Generic Content Management Isn’t Realistic

By Deane Barker

As I work with content management more and more, I believe more and more in what this guy has written: Perls of wisdom in a sea of site mismanagement […] site management system vendors are creating generic solutions that actually increase the cost of running a site […] the vendors’ ideal of a…

The article discusses the idea of generic content management, arguing that it is unrealistic and increases the cost of running a site. The author, Berk, argues that content management is a patchwork of different tools and platforms, and that trying to incorporate all aspects under one, top-down umbrella can lead to frustration and unnecessary complexity.

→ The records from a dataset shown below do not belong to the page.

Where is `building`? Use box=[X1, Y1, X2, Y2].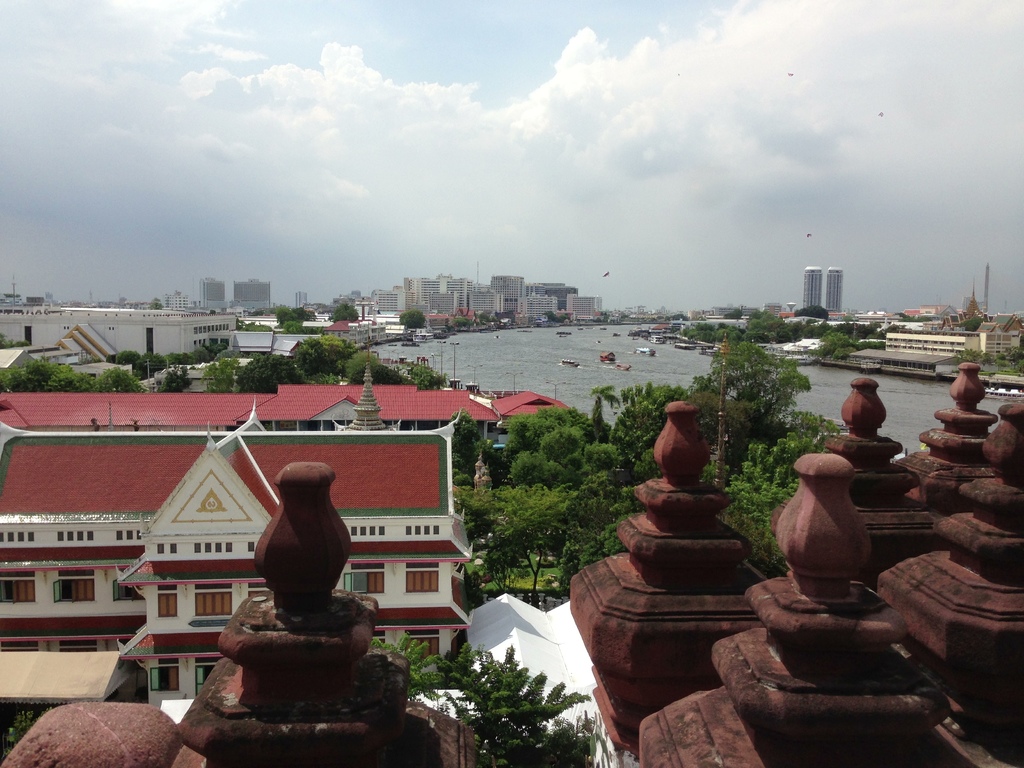
box=[803, 265, 823, 306].
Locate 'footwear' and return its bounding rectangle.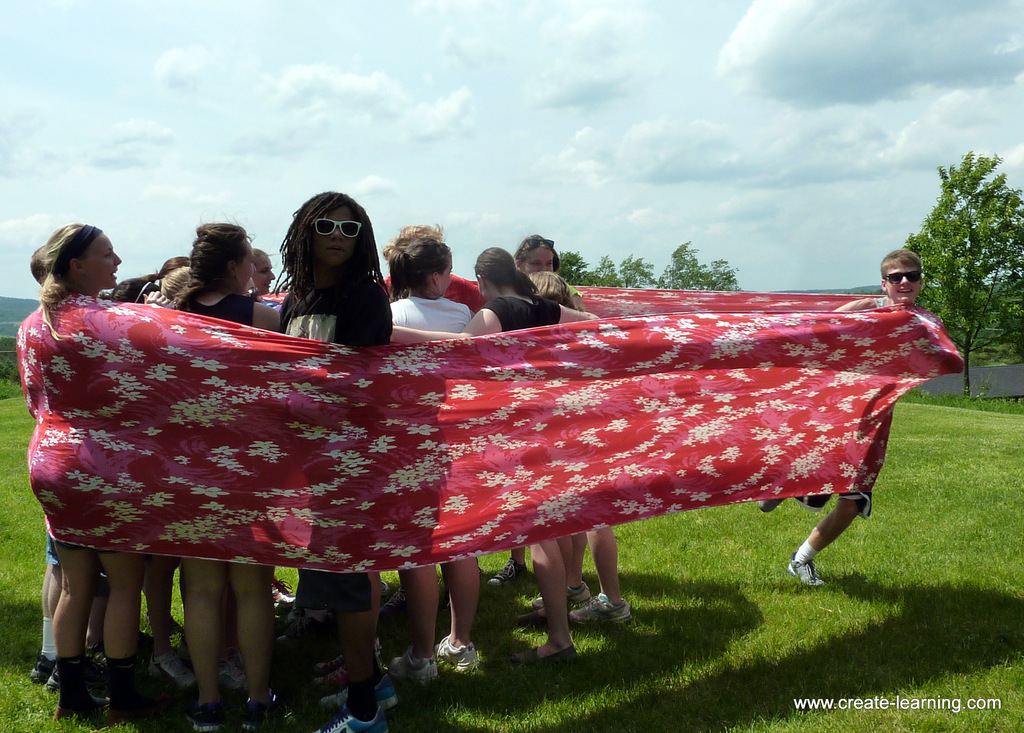
Rect(309, 650, 356, 690).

Generated by Azure AI on June 24, 2024

As I work with content management more and more, I believe more and more in what this guy has written:

Perls of wisdom in a sea of site mismanagement

[…] site management system vendors are creating generic solutions that actually increase the cost of running a site […] the vendors’ ideal of a generic site-management system “is completely wrong”, Berk says. “The development overhead is very, very high – and for 90 percent of the problems, that’s too much overhead.”

It’s true – there is no one single bullet. As much as we all want a generic solution that will wrap itself around every site, it’s not going to happen.

Content management is a patchwork. Certain parts of a site may run from a purchased content management system, other parts may run from a custom app, still other parts may be generated from a WYSIWYG editor.

What sort of tools does Berk have in mind? Perl scripts, for instance. A tiny technical team armed with Perl scripts and an Oracle database ran the first sites he worked on back in the mid-1990s. Berk recalls his fascination as he saw larger and larger teams implementing more and more complex platforms in the late 1990s and early 2000s to achieve essentially the same result.

We mentioned a humor piece a few months ago that was SO true. Read it again, and understand that content management is not a perfect science. It’s whatever works for a particular problem. Trying to get it all under one, top-down umbrella, is just asking for pain and frustration.